Under the new policy, the patient remains in control. Here's how: Anyone who seeks HIV testing at a public-health clinic will choose whether to be tested "anonymously" or "confidentially."

Someone who chooses anonymous testing will be assigned an identification number -- without having to reveal a name. Test results are labeled by that number. If the patient has HIV and opts for care at the public-health clinic, only then must the patient reveal his or her name. But it will not be reported to the state.

If the patient who chooses confidential testing is HIV-positive, the name is reported. The patient gets counseling and medical help, if wanted.
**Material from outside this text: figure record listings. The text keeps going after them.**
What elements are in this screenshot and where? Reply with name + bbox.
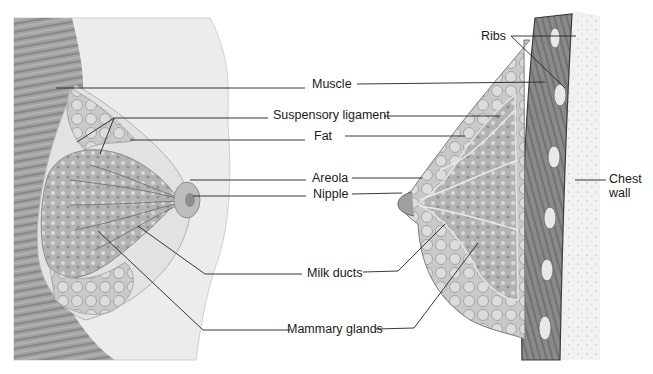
sagittal-view [398,12,600,360]
label-mammary-glands: Mammary glands [287,322,383,336]
breast-anatomy-diagram: Ribs Muscle Suspensory ligament Fat Areo… [0,0,653,374]
nipple-drawing [185,193,195,207]
label-ribs: Ribs [481,29,506,43]
label-chest-wall-line1: Chest [609,172,642,186]
label-milk-ducts: Milk ducts [307,266,363,280]
label-suspensory-ligament: Suspensory ligament [273,108,390,122]
label-chest-wall-line2: wall [609,186,631,200]
label-fat: Fat [314,129,332,143]
label-nipple: Nipple [313,187,348,201]
nipple-profile [398,192,414,216]
label-muscle: Muscle [312,77,352,91]
frontal-view [14,18,230,360]
label-areola: Areola [312,171,348,185]
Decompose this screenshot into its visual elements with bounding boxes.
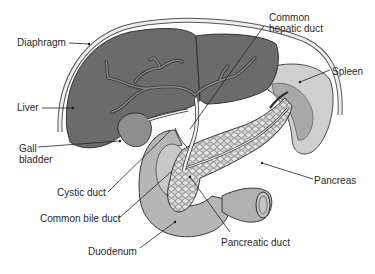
label-pancreatic-duct: Pancreatic duct xyxy=(221,237,290,248)
label-common-hepatic-duct-line1: Common xyxy=(269,12,310,23)
label-common-hepatic-duct-line2: hepatic duct xyxy=(269,23,323,34)
label-liver: Liver xyxy=(17,102,39,113)
label-diaphragm: Diaphragm xyxy=(17,37,66,48)
label-duodenum: Duodenum xyxy=(88,246,137,257)
liver-left-lobe xyxy=(196,34,278,104)
label-cystic-duct: Cystic duct xyxy=(57,187,106,198)
label-pancreas: Pancreas xyxy=(314,175,356,186)
gallbladder xyxy=(118,113,152,147)
label-spleen: Spleen xyxy=(332,66,363,77)
jejunum-segment xyxy=(222,188,272,222)
label-gallbladder-line2: bladder xyxy=(19,154,52,165)
label-common-bile-duct: Common bile duct xyxy=(40,213,121,224)
label-gallbladder-line1: Gall xyxy=(19,143,37,154)
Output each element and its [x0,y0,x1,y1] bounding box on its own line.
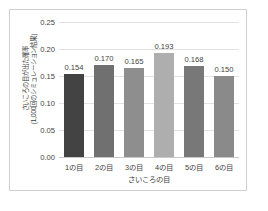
chart-container: さいころの目が出た確率 (1,000回のシミュレーション結果) 0.000.05… [9,9,247,191]
x-axis-tick-label: 5の目 [185,161,203,172]
bar-group: 0.1653の目 [119,22,149,157]
bar-value-label: 0.168 [184,55,203,64]
bar-group: 0.1702の目 [89,22,119,157]
x-axis-tick-label: 6の目 [215,161,233,172]
bar-value-label: 0.165 [124,57,143,66]
bar-group: 0.1506の目 [209,22,239,157]
y-axis-tick-label: 0.25 [40,18,55,27]
bar-value-label: 0.150 [214,65,233,74]
x-axis-tick-label: 4の目 [155,161,173,172]
y-axis-title: さいころの目が出た確率 (1,000回のシミュレーション結果) [17,11,43,147]
y-axis-tick-label: 0.00 [40,153,55,162]
y-axis-title-line-2: (1,000回のシミュレーション結果) [30,34,38,124]
x-axis-tick-label: 1の目 [65,161,83,172]
bar [214,76,234,157]
bar [124,68,144,157]
bar [94,65,114,157]
bar-group: 0.1934の目 [149,22,179,157]
y-axis-title-line-1: さいころの目が出た確率 [22,47,30,112]
y-axis-tick-label: 0.20 [40,45,55,54]
y-axis-tick-label: 0.10 [40,99,55,108]
bar-value-label: 0.193 [154,42,173,51]
bar [154,53,174,157]
y-axis-tick-label: 0.15 [40,72,55,81]
bar-value-label: 0.154 [64,63,83,72]
bar [184,66,204,157]
x-axis-tick-label: 3の目 [125,161,143,172]
y-axis-tick-label: 0.05 [40,126,55,135]
plot-area: 0.000.050.100.150.200.25 0.1541の目0.1702の… [59,22,239,157]
x-axis-title: さいころの目 [59,173,239,184]
gridline [59,157,239,158]
bar-series: 0.1541の目0.1702の目0.1653の目0.1934の目0.1685の目… [59,22,239,157]
x-axis-tick-label: 2の目 [95,161,113,172]
bar-group: 0.1541の目 [59,22,89,157]
bar-group: 0.1685の目 [179,22,209,157]
bar [64,74,84,157]
bar-value-label: 0.170 [94,54,113,63]
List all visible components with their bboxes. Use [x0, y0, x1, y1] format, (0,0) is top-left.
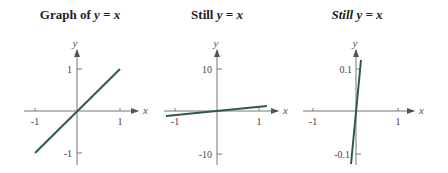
graph3-xtick-neg: -1 [309, 116, 317, 127]
graph3-ytick-pos: 0.1 [340, 64, 353, 75]
graph1: -1 1 1 -1 x y [24, 37, 148, 165]
graph2-ylabel: y [213, 37, 219, 49]
graph3-ytick-neg: -0.1 [334, 149, 350, 160]
graph2-ytick-neg: -10 [199, 149, 212, 160]
graph2: -1 1 10 -10 x y [164, 37, 288, 165]
graph1-xtick-pos: 1 [118, 116, 123, 127]
graph3-xlabel: x [418, 104, 424, 116]
graph1-ytick-pos: 1 [67, 64, 72, 75]
graphs-canvas: -1 1 1 -1 x y -1 1 10 -10 x y -1 1 0.1 -… [0, 0, 448, 173]
graph2-ytick-pos: 10 [202, 64, 212, 75]
graph1-xtick-neg: -1 [31, 116, 39, 127]
graph1-ylabel: y [72, 37, 78, 49]
graph1-ytick-neg: -1 [64, 148, 72, 159]
graph1-xlabel: x [142, 104, 148, 116]
graph2-xtick-pos: 1 [257, 116, 262, 127]
graph3-ylabel: y [352, 37, 358, 49]
graph3-xtick-pos: 1 [396, 116, 401, 127]
graph2-xtick-neg: -1 [171, 116, 179, 127]
graph3: -1 1 0.1 -0.1 x y [303, 37, 424, 165]
graph2-xlabel: x [282, 104, 288, 116]
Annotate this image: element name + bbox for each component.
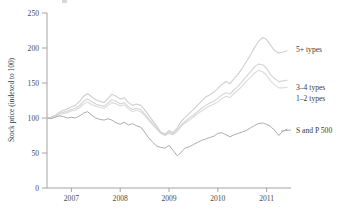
y-tick-label: 100	[28, 114, 40, 123]
y-tick-label: 150	[28, 79, 40, 88]
y-tick-label: 0	[35, 184, 39, 193]
series-label-s-and-p-500: S and P 500	[296, 126, 332, 135]
x-tick-label: 2011	[259, 194, 274, 203]
series-label-1-2-types: 1–2 types	[296, 94, 325, 103]
series-label-5-types: 5+ types	[296, 45, 322, 54]
x-tick-label: 2009	[161, 194, 176, 203]
chart-background	[0, 0, 350, 218]
top-crop-mark	[62, 0, 67, 3]
y-tick-label: 250	[28, 9, 40, 18]
y-tick-label: 50	[31, 149, 39, 158]
line-chart: 050100150200250 20072008200920102011 Sto…	[0, 0, 350, 218]
x-tick-label: 2008	[113, 194, 128, 203]
chart-container: 050100150200250 20072008200920102011 Sto…	[0, 0, 350, 218]
x-tick-label: 2007	[64, 194, 79, 203]
y-tick-label: 200	[28, 44, 40, 53]
series-label-3-4-types: 3–4 types	[296, 83, 325, 92]
x-tick-label: 2010	[210, 194, 225, 203]
y-axis-title: Stock price (indexed to 100)	[7, 57, 16, 142]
And health-care workers offer to alert any sexual partners. But "if the patient won't give us information, that's it," says Dr. George Metellus, of Dade's Health Department. "We won't contact them unless the patient gives the say-so."

Private doctors, too, must report the names of HIV-positive patients to the Health Department. But public-health workers will not contact those patients without the doctor's permission.

Despite medical strides that have tempered the effects of HIV, AIDS continues to ravage large segments of South Florida. The state's HIV-reporting plan is a sound policy that makes public health a priority.

The new plan must be implemented sensitively, and with vigorous security, so that patients want to cooperate, not withhold important information that can spare so many lives.